Yad Vashem to give Bush artistic gift

Bush to receive replicas of biblical illustrations by Holocaust survivors.

yad vasem bush gift (photo credit: Courtesy)
yad vasem bush gift
(photo credit: Courtesy)
A replica of a collection of Biblical illustrations created by a Holocaust victim while hiding from the Nazis during World War II will be presented to US President George W. Bush during his visit to Yad Vashem next week. The symbolic gift, which was created by the artist Carol Deutsch, includes 99 prints depicting various biblical scenes in living color which were stored inside a hand-crafted wooden box adorned with a Star of David and a seven-branched menorah with Hebrew and English inscriptions. Deutsch, who was a disciple of the well-known Belgium painter James Ensor, created the biblical illustrations while in hiding in Belgium between 1941-1942, after failing to obtain immigration visas for his family to the United States following the German invasion of Belgium in May 1940. Denounced by an informant, Deutsch and his wife were arrested by the Gestapo in 1943 and deported to Auschwitz, where his wife was gassed to death. Deutsch perished in Buchenwald in December 1944. He was 50 years old. Before the artist was seized by the Nazis, he left the Biblical illustrations to his two-year-old daughter, Ingrid, who survived the Holocaust after being hidden with her grandmother with a Catholic family in southeast Belgium. The original prints, which were uncovered in their looted flat intact after the war, are on display at Yad Vashem's Museum of Holocaust Art. Bush will tour Yad Vashem on Friday on the last day of his three-day visit to Israel. Ahead of the presidential visit, museum officials decided to make 500 replicas of the Biblical illustrations, and the box they came in, with the first replica to be presented to Bush by Yad Vashem Chairman Avner Shalev. "The illustrations have a universal message that art and beauty can and will survive even under the most trying of circumstances," said Debbie Deutsch-Berman, Deutsch's grand-niece who moved to Israel from New York City and who works at Yad Vashem. "They are a testament to the human spirit, and are his lasting legacy," she concluded.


**Problem to solve**
Your answer must be every line of the data that contains "Select".
··· Extracted records ···
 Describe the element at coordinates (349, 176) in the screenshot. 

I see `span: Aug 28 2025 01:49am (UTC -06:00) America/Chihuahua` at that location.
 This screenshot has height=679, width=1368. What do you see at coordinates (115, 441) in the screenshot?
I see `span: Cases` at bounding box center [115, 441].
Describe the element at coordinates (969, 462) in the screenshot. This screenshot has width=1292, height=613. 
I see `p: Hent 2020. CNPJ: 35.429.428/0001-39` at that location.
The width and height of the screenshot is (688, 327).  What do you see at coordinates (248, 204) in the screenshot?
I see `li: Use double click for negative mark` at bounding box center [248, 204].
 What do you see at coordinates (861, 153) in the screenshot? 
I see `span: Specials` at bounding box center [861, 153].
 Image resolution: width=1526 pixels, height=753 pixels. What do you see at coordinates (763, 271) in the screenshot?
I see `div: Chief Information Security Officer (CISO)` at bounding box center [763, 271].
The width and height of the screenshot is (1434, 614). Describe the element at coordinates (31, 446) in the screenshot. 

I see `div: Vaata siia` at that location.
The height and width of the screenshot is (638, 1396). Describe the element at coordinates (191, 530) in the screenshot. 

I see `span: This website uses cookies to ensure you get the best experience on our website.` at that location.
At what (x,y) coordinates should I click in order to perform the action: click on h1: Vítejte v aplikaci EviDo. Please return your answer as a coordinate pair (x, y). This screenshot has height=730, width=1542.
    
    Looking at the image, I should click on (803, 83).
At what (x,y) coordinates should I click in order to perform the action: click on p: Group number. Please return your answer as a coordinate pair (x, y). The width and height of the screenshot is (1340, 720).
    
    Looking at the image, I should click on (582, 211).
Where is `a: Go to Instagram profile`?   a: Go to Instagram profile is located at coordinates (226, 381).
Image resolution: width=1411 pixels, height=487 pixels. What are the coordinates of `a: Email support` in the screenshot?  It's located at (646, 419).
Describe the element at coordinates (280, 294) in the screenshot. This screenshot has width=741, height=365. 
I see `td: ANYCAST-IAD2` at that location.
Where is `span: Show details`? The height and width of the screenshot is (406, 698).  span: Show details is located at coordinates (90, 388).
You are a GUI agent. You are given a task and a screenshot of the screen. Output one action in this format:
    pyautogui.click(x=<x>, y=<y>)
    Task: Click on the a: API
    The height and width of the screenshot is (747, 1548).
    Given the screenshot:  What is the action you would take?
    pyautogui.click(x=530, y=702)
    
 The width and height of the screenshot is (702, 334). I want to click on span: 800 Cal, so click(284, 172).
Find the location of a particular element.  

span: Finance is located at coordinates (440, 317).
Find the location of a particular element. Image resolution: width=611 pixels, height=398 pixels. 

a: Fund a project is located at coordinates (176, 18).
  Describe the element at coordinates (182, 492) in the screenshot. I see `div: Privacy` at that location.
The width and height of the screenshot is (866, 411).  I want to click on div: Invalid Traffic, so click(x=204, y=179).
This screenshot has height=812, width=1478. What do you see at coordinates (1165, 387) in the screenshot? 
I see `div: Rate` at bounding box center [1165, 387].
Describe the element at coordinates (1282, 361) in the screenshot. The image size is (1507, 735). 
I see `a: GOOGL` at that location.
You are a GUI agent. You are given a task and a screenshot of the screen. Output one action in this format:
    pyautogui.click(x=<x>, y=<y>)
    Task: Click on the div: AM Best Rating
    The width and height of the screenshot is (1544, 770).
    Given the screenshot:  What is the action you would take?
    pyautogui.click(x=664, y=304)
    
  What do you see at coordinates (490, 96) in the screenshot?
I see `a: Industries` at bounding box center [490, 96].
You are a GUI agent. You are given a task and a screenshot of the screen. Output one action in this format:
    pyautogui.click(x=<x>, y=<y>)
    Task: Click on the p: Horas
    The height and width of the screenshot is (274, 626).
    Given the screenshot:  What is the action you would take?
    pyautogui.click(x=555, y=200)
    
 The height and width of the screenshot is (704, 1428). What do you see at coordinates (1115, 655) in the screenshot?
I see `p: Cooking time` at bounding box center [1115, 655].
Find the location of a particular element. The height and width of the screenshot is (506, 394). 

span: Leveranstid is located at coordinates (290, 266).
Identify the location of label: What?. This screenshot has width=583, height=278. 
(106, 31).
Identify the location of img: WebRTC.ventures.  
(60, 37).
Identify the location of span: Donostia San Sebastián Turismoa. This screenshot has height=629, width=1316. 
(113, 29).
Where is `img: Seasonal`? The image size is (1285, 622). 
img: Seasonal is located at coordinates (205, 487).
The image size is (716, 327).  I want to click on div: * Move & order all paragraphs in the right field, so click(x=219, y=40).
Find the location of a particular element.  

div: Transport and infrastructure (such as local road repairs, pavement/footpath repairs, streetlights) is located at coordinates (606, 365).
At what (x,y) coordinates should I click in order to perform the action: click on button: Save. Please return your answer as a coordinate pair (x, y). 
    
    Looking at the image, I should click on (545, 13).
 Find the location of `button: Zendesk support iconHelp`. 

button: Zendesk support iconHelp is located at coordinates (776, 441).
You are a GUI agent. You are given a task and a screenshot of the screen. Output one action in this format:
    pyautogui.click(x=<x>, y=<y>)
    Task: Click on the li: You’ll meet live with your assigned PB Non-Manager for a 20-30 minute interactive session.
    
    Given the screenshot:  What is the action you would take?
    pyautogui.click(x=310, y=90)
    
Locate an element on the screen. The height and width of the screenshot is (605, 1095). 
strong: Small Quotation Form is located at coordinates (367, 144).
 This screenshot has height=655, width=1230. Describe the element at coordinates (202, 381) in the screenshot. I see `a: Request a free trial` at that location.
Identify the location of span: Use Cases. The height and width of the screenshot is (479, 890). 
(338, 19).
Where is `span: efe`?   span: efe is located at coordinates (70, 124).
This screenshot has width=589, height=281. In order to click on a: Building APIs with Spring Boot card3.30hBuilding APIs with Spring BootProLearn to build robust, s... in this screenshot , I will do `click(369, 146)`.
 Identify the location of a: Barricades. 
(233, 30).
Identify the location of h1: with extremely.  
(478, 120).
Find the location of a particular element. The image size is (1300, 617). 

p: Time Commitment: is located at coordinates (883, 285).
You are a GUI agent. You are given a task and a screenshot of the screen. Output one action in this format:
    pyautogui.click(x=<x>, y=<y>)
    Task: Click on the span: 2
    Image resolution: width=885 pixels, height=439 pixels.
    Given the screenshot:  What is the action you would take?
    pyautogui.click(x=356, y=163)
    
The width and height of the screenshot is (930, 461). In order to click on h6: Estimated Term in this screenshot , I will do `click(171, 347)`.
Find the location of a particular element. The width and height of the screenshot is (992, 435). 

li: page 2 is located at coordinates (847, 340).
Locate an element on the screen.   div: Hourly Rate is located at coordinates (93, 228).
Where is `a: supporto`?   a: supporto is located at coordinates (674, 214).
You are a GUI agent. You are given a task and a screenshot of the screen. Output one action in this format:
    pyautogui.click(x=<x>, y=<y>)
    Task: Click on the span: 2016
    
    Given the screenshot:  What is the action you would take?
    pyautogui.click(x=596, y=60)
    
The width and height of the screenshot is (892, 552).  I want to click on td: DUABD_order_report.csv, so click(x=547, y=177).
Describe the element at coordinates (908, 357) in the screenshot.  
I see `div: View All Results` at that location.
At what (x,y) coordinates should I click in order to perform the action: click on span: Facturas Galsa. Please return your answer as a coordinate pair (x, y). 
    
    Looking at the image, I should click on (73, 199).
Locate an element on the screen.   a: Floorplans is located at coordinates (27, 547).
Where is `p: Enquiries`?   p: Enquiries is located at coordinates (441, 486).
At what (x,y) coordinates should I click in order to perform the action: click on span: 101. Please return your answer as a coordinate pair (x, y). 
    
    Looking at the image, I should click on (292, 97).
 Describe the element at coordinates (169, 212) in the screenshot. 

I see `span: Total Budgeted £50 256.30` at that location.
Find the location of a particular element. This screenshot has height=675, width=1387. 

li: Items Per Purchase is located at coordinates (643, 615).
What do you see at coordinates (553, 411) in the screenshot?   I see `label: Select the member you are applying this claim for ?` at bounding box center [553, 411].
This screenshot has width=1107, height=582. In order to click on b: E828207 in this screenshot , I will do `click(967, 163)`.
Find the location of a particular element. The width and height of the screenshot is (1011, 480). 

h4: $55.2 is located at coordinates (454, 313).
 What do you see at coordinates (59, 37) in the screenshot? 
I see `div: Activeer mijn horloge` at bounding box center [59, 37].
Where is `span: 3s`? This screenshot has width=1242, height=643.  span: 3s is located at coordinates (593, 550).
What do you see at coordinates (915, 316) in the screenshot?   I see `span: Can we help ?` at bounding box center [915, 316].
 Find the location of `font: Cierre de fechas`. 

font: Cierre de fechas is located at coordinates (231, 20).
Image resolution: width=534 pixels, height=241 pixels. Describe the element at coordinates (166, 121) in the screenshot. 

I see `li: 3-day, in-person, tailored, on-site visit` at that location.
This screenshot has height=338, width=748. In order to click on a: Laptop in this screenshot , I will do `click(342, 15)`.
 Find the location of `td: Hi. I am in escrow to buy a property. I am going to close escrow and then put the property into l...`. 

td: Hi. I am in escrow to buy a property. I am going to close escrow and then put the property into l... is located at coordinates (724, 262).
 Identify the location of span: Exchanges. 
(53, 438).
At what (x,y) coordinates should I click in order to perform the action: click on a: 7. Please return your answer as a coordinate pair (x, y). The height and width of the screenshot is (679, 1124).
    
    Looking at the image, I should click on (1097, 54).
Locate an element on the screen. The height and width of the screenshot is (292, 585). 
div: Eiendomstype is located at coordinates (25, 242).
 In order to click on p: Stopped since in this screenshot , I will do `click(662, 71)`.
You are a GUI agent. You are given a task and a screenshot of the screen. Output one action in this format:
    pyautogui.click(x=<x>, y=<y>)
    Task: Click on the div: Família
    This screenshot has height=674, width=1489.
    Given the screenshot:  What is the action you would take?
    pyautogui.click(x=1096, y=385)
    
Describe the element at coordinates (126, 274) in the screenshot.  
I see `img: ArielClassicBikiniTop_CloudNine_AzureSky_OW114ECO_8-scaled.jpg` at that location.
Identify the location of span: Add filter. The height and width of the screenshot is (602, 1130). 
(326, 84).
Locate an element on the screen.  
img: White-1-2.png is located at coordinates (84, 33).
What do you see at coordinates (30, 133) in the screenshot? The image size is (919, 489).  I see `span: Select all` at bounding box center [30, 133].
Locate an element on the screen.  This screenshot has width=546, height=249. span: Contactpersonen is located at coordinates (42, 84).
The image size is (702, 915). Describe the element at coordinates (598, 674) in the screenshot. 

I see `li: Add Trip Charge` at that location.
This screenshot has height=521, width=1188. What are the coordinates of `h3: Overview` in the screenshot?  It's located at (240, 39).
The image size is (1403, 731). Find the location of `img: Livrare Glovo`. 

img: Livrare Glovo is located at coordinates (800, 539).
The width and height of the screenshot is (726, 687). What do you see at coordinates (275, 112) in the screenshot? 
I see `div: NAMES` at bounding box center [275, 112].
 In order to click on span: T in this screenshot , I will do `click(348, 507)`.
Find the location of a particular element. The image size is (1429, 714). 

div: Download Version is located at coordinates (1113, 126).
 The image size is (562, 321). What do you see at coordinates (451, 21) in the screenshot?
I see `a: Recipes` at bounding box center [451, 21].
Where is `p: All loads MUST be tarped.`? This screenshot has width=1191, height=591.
···
**Exercise output**
What do you see at coordinates (553, 411) in the screenshot?   I see `label: Select the member you are applying this claim for ?` at bounding box center [553, 411].
What do you see at coordinates (30, 133) in the screenshot? The image size is (919, 489).  I see `span: Select all` at bounding box center [30, 133].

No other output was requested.